This report is a flexible summary, with the aim of sharing and highlighting a wide range of data and policy information relating to London general practice published in a given week. Where we view information to be of significant interest it is reproduced directly below the links to make the key points quicker to digest.
Please feel free to share any useful stats/links you think we could include in future reports.
Official bodies
NHS Digital
- All recent data releases can be seen here.
- Consultation: Consultation on proposed amendment to the 2025/26 NHS Payment Scheme [11/8].
- Letter:Graduate guarantee for newly qualified nurses and midwives [12/8].
- Regulatory:NHS provider directory and registers of licensed healthcare providers[12/8].
- Guidance:Industrial action in the NHS [14/8].
Department of Health and Social Care
- Guidance:Medicines eligible for Northern Ireland MHRA Authorised Route [11/8].
- Press release:Job boost for newly qualified nurses and midwives[11/8].
- Thousands of new jobs will be unlocked across the healthcare sector to make sure there are enough jobs for every newly qualified nurse and midwife in England.
- Guidance: Survey of adult carers in England 2025 to 2026 [12/8].
- Guidance:Healthcare education and training tariff: 2025 to 2026[14/8].
- Information about what the tariffs cover, how to use the tariffs and in what circumstances the national tariffs may be varied.
- Press release: Government works with TikTok to help safety for treatments abroad [15/8].
UK Health Security Agency
- Guidance:Mpox: affected countries[13/8].
- News: Rise in chikungunya cases in UK travellers returning from abroad [14/8].
- Guidance:Influenza vaccines marketed in the UK[14/8].
Medicines and Healthcare products Regulatory Agency
- Notice: Register of brokers authorised to deal in human medicines [11/8].
- News:MHRA approves teplizumab to delay progression of type 1 diabetes [14/8].
Policy, think tanks, charities, and representative bodies
The King’s Fund
- What impact do strikes have on the NHS? [14/8].
- This blog highlights that NHS strikes have led to over 1.3 million rescheduled appointments and cost at least £1.5 billion. Beyond financial impact, strikes have strained staff morale, disrupted care, and affected public trust—underscoring the urgent need for renewed negotiations and long-term workforce solutions.
- Do we really understand what a healthy weight looks like for all ethnicities? [14/8].
- This blog questions whether current BMI benchmarks accurately reflect healthy weight across all ethnicities. It highlights that BMI standards are based on White populations and often exclude people from Mixed or Other ethnic backgrounds, despite their growing numbers in the UK. NICE introduced ethnicity-specific BMI thresholds in 2023, but evidence gaps and the fluid nature of ethnic identity make these benchmarks problematic. The blog argues for more inclusive, flexible health measures that reflect the UK’s increasing ethnic diversity and avoid one-size-fits-all approaches to defining healthy weight.
The Health Foundation
- The hidden work in health care: unpaid overtime in the NHS [15/8].
- This blog highlights the scale and impact of unpaid overtime—often called “discretionary effort”—among NHS staff. For over 20 years, around half of NHS workers have regularly worked beyond their contracted hours, helping maintain care quality despite staffing gaps. However, since the COVID-19 pandemic, this discretionary effort has declined, with fewer staff reporting unpaid hours. In 2024, unpaid work was equivalent to the workload of at least 33,000 full-time staff, down from 38,500 in 2021. The blog warns that NHS planning often overlooks this hidden labour, and future workforce strategies must account for changing staff motivation and capacity to sustain productivity.
- Action on healthier working lives must begin with accessible and inclusive workplaces [13/8].
- This blog argues that improving working lives must start with making workplaces more accessible. It highlights the persistent disability employment gap and calls for proactive adjustments, reforms to support schemes, and inclusion of disabled voices in shaping policy—all to create fairer, more inclusive work environments.
Nuffield Trust
- Why is the planned care waiting list coming down and what does the data really tell us? [13/8].
- This blog explains that the recent drop in the NHS planned care waiting list is mainly due to administrative removals rather than improved treatment rates. More patients are still being added than treated, and data quirks—like pathway clean-ups—are making the list appear smaller without reflecting real progress in care delivery.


Your task ▸ Reproduce the records below exactly; the images should not appear.

┏━━

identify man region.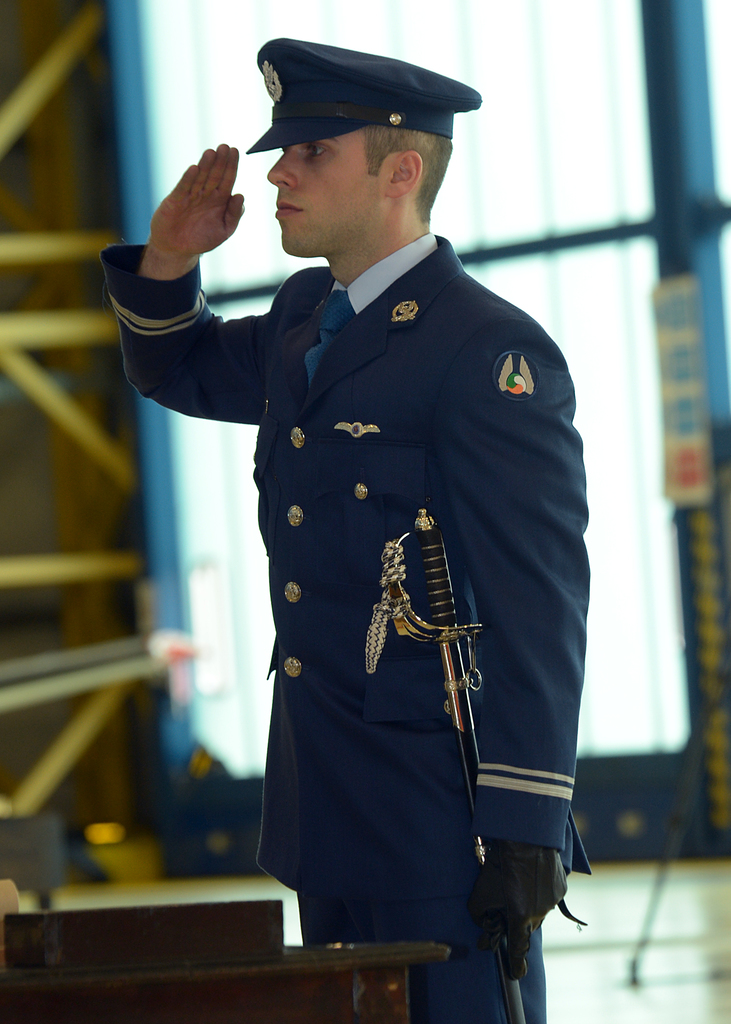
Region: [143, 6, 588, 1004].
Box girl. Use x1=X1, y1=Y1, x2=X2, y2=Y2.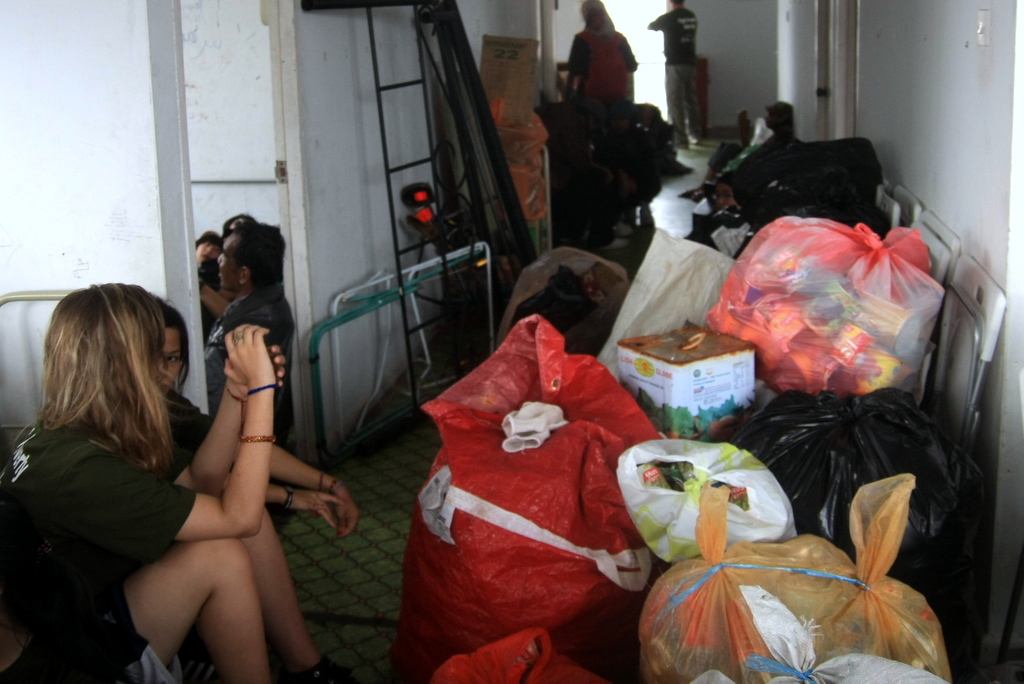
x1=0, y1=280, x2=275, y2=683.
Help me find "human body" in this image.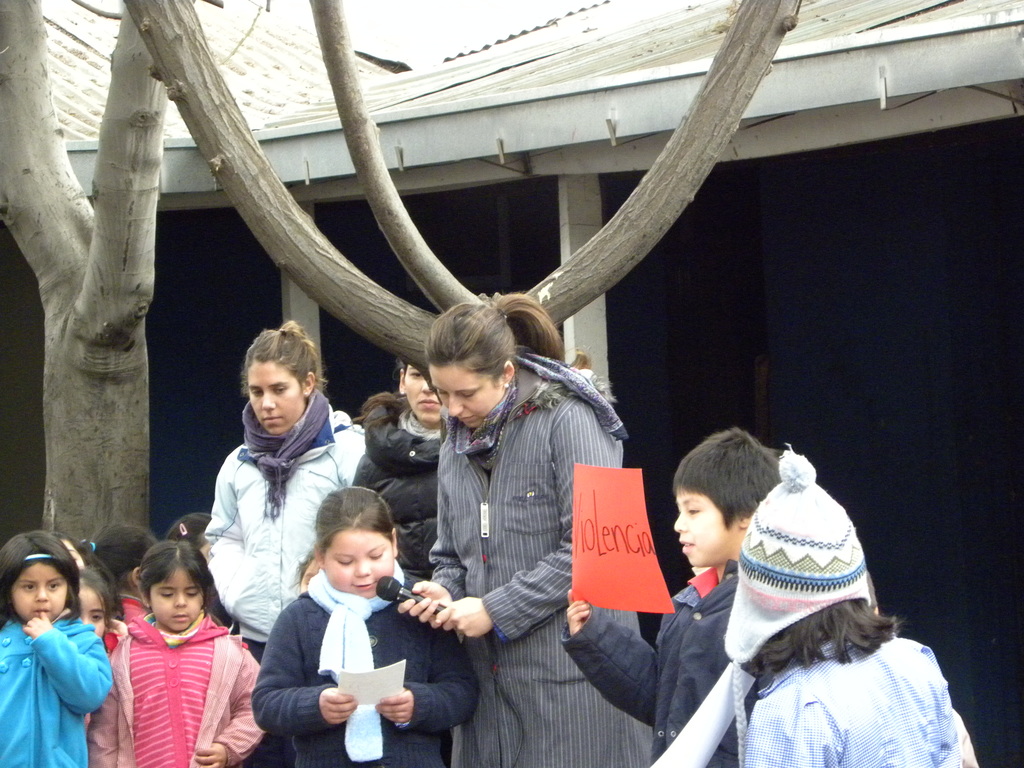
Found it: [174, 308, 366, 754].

┗━━

Task answer ▸
identify man region.
Region: [143, 6, 588, 1004].
Box girl. Use x1=X1, y1=Y1, x2=X2, y2=Y2.
x1=0, y1=280, x2=275, y2=683.
Help me find "human body" in this image.
Found it: [174, 308, 366, 754].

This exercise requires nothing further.